Good morning! Today’s newsletter is brought to you by Esther. Our own Peter Houston is out in Cascais at FIPP Congress over the next few days representing Media Voices – say hi if you see (or hear) him!


Thanks to Glide Publishing Platform for sponsoring this newsletter. Glide is an industry-leading SaaS tailored to let publishers do more and spend less by removing CMS costs and problems. Publishers using Glide direct more resources at their audiences and products, and focus on building things that make them money. You do the content, Glide does the management.

Glide have created 3 expert guides to getting much more from a new or headless CMS, created for editorial, technology, and product teams. You can get the whitepapers here.


How regional newsrooms can use AI to protect the ‘lifeblood of local journalism’

 

I hate headlines like this because, as we outlined in our Practical AI report, some local publishers have been using AI productively for years. Generative AI, which this piece is actually about, has obviously come a long way in the last 6 months. I wonder though, will the principles of implementation in local newsrooms follow the same trajectory as automated reporting, or will the open nature of these models mean more mistakes are made as well as opportunities?

When Peter spoke to the five publishers we used as case studies in the report about generative AI, all of them were quite cautious. The general consensus seemed to be that they would wait and see where it was needed rather than forcing use cases.

Will that have changed over the past months? I was quite shocked to read that as per a WAN-IFRA survey, half of newsrooms are already deploying generative AI in some form or another. As many have said, there’s huge potential for these tools to free up journalists to do ‘proper’ local reporting rather than pumping out stories for traffic targets. But fast, thoughtless adaptation will inevitably result in cost-cutting and casualties among the very people generative AI could be helping most.


 

Streaks and offline puzzles: The power of gamification in news apps

News media companies have always understood the power of games and gamification to drive recurring behaviour.

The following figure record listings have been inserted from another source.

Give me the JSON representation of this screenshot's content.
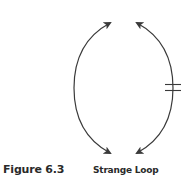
{
  "figure": {
    "number_label": "Figure 6.3",
    "caption": "Strange Loop"
  },
  "diagram": {
    "type": "strange-loop",
    "stroke_color": "#3a3a3a",
    "arcs": [
      {
        "name": "left-arc",
        "direction": "bidirectional",
        "arrowheads": [
          "top",
          "bottom"
        ]
      },
      {
        "name": "right-arc",
        "direction": "bidirectional",
        "arrowheads": [
          "top",
          "bottom"
        ],
        "marker": "double-hash (break)"
      }
    ]
  }
}
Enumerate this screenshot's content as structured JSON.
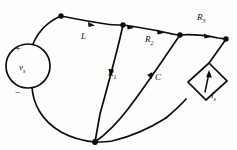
{
  "figure": {
    "type": "electrical-circuit-graph",
    "style": "hand-drawn line drawing, black ink on off-white paper",
    "background_color": "#fdfdfb",
    "line_color": "#0d0d0d"
  },
  "labels": {
    "voltage_source": "v",
    "voltage_source_sub": "s",
    "inductor": "L",
    "resistor1": "R",
    "resistor1_sub": "1",
    "resistor2": "R",
    "resistor2_sub": "2",
    "resistor3": "R",
    "resistor3_sub": "3",
    "capacitor": "C",
    "current_source": "i",
    "current_source_sub": "s",
    "plus_sign": "+",
    "minus_sign": "−"
  },
  "elements": [
    {
      "name": "voltage-source",
      "kind": "independent-voltage-source",
      "symbol": "circle",
      "label": "v_s",
      "polarity_top": "+",
      "polarity_bottom": "−"
    },
    {
      "name": "inductor",
      "kind": "inductor",
      "label": "L",
      "branch": "node-top-left to node-top-mid"
    },
    {
      "name": "resistor-1",
      "kind": "resistor",
      "label": "R_1",
      "branch": "node-top-mid to node-bottom"
    },
    {
      "name": "resistor-2",
      "kind": "resistor",
      "label": "R_2",
      "branch": "node-top-mid to node-top-right"
    },
    {
      "name": "capacitor",
      "kind": "capacitor",
      "label": "C",
      "branch": "node-top-right to node-bottom"
    },
    {
      "name": "resistor-3",
      "kind": "resistor",
      "label": "R_3",
      "branch": "node-top-right to node-far-right"
    },
    {
      "name": "current-source",
      "kind": "independent-current-source",
      "symbol": "diamond",
      "label": "i_s",
      "branch": "node-far-right to node-bottom"
    }
  ],
  "nodes": [
    {
      "name": "node-top-left",
      "x": 61,
      "y": 16
    },
    {
      "name": "node-top-mid",
      "x": 123,
      "y": 25
    },
    {
      "name": "node-top-right",
      "x": 180,
      "y": 35
    },
    {
      "name": "node-far-right",
      "x": 226,
      "y": 39
    },
    {
      "name": "node-bottom",
      "x": 95,
      "y": 142
    }
  ]
}
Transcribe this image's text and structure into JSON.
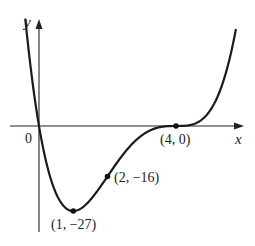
{
  "chart_data": {
    "type": "line",
    "title": "",
    "function": "y = x(x - 4)^3",
    "xlabel": "x",
    "ylabel": "y",
    "origin_label": "0",
    "xlim": [
      -0.85,
      5.95
    ],
    "ylim": [
      -33,
      33
    ],
    "grid": false,
    "legend": null,
    "x": [
      -0.38,
      -0.2,
      0,
      0.25,
      0.5,
      0.75,
      1,
      1.25,
      1.5,
      1.75,
      2,
      2.5,
      3,
      3.5,
      4,
      4.5,
      5,
      5.5,
      5.75
    ],
    "series": [
      {
        "name": "f(x)",
        "values": [
          31.9,
          11.0,
          0,
          -13.2,
          -21.4,
          -25.7,
          -27,
          -26.0,
          -23.4,
          -19.9,
          -16,
          -8.4,
          -3,
          -0.4,
          0,
          0.6,
          5,
          18.6,
          30.9
        ]
      }
    ],
    "annotations": [
      {
        "label": "(1, −27)",
        "x": 1,
        "y": -27
      },
      {
        "label": "(2, −16)",
        "x": 2,
        "y": -16
      },
      {
        "label": "(4, 0)",
        "x": 4,
        "y": 0
      }
    ]
  },
  "labels": {
    "y_axis": "y",
    "x_axis": "x",
    "origin": "0",
    "point_min": "(1, −27)",
    "point_inflection": "(2, −16)",
    "point_root": "(4, 0)"
  }
}
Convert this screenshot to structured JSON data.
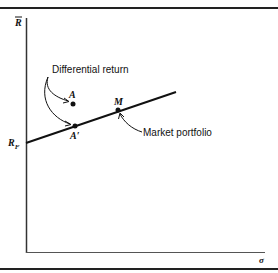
{
  "diagram": {
    "y_axis_label": "R",
    "x_axis_label": "σ",
    "intercept_label": "RF",
    "intercept_label_main": "R",
    "intercept_label_sub": "F",
    "points": {
      "A": "A",
      "A_prime": "A′",
      "M": "M"
    },
    "annotations": {
      "differential_return": "Differential return",
      "market_portfolio": "Market portfolio"
    }
  }
}
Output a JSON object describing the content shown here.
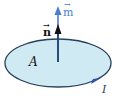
{
  "diagram": {
    "labels": {
      "normal_vector": "n",
      "moment_vector": "m",
      "area": "A",
      "current": "I"
    },
    "colors": {
      "loop_fill": "#cfeaf2",
      "loop_stroke": "#2a3f5a",
      "normal_arrow": "#111111",
      "moment_arrow": "#4a7fd0",
      "current_arrow": "#2a4fb0",
      "moment_label": "#4a7fd0"
    }
  }
}
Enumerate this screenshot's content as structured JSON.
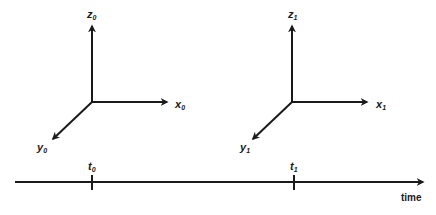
{
  "frames": [
    {
      "name": "frame-0",
      "x_label": "x",
      "y_label": "y",
      "z_label": "z",
      "subscript": "0"
    },
    {
      "name": "frame-1",
      "x_label": "x",
      "y_label": "y",
      "z_label": "z",
      "subscript": "1"
    }
  ],
  "timeline": {
    "axis_label": "time",
    "ticks": [
      {
        "label": "t",
        "subscript": "0"
      },
      {
        "label": "t",
        "subscript": "1"
      }
    ]
  },
  "colors": {
    "stroke": "#1a1a1a",
    "background": "#ffffff"
  }
}
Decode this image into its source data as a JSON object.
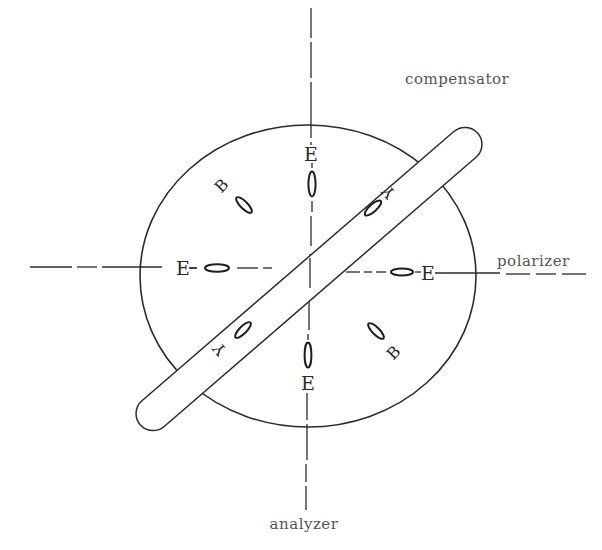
{
  "diagram": {
    "type": "optical-indicatrix-sketch",
    "labels": {
      "compensator": "compensator",
      "polarizer": "polarizer",
      "analyzer": "analyzer"
    },
    "positions": {
      "top": {
        "letter": "E"
      },
      "bottom": {
        "letter": "E"
      },
      "left": {
        "letter": "E"
      },
      "right": {
        "letter": "E"
      },
      "upper_left": {
        "letter": "B"
      },
      "lower_right": {
        "letter": "B"
      },
      "upper_right": {
        "letter": "Y"
      },
      "lower_left": {
        "letter": "Y"
      }
    },
    "colors": {
      "stroke": "#2b2b2b",
      "background": "#ffffff"
    }
  }
}
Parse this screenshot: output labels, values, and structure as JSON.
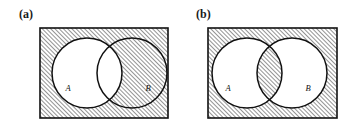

Twipe have brought together some case studies of publishers taking puzzles and games to the next level, including using streaks and stages for gamification, and simply making puzzles available offline. Nice to see some examples that aren’t just the New York Times, but I still don’t know of many smaller publishers trying it (if you know any, tell us!)


 

‘Deeply personal and very authentic’: how podcasts took over the world in 20 years

Since the first podcast was released two decades ago this month, the medium has upended pop culture in countless unexpected ways.

A fun, beautifully written long read from the Guardian about the history of podcasting through a UK lens. Far more entertaining than reading about Spotify layoffs.


 

Big tech platforms’ market power is “significantly overestimated”, new paper finds

As more countries eyeing up their own News Bargaining Code, platform repayments could damage innovation and consumer interests

The ‘Pressing Matters’ paper finds that the market power of platforms like Meta and Google is ‘significantly overstated’, and that existing repayment mechanisms in place in Australia (and being adopted by others) could both stunt tech platforms’ development and do long-term harm to consumer interests.


More from Media Voices

 

Big Noises: Amy Kean on why media needs more weirdos

Amy Kean talks about about fear, ego, jargon and how to spot a good weirdo rather than someone that’s going to be an HR problem.

 

Report: Practical AI for Local Media

Find out how AI can help publishers take care of work that humans can’t so they can use the time saved to creating valuable commentary and analysis.

 

Platforms don’t owe publishers a living, but they do owe them compensation

The Public Interest News Foundation’s Jonathan Heawood explains why the tech giants should be compensating publishers, and which models would work.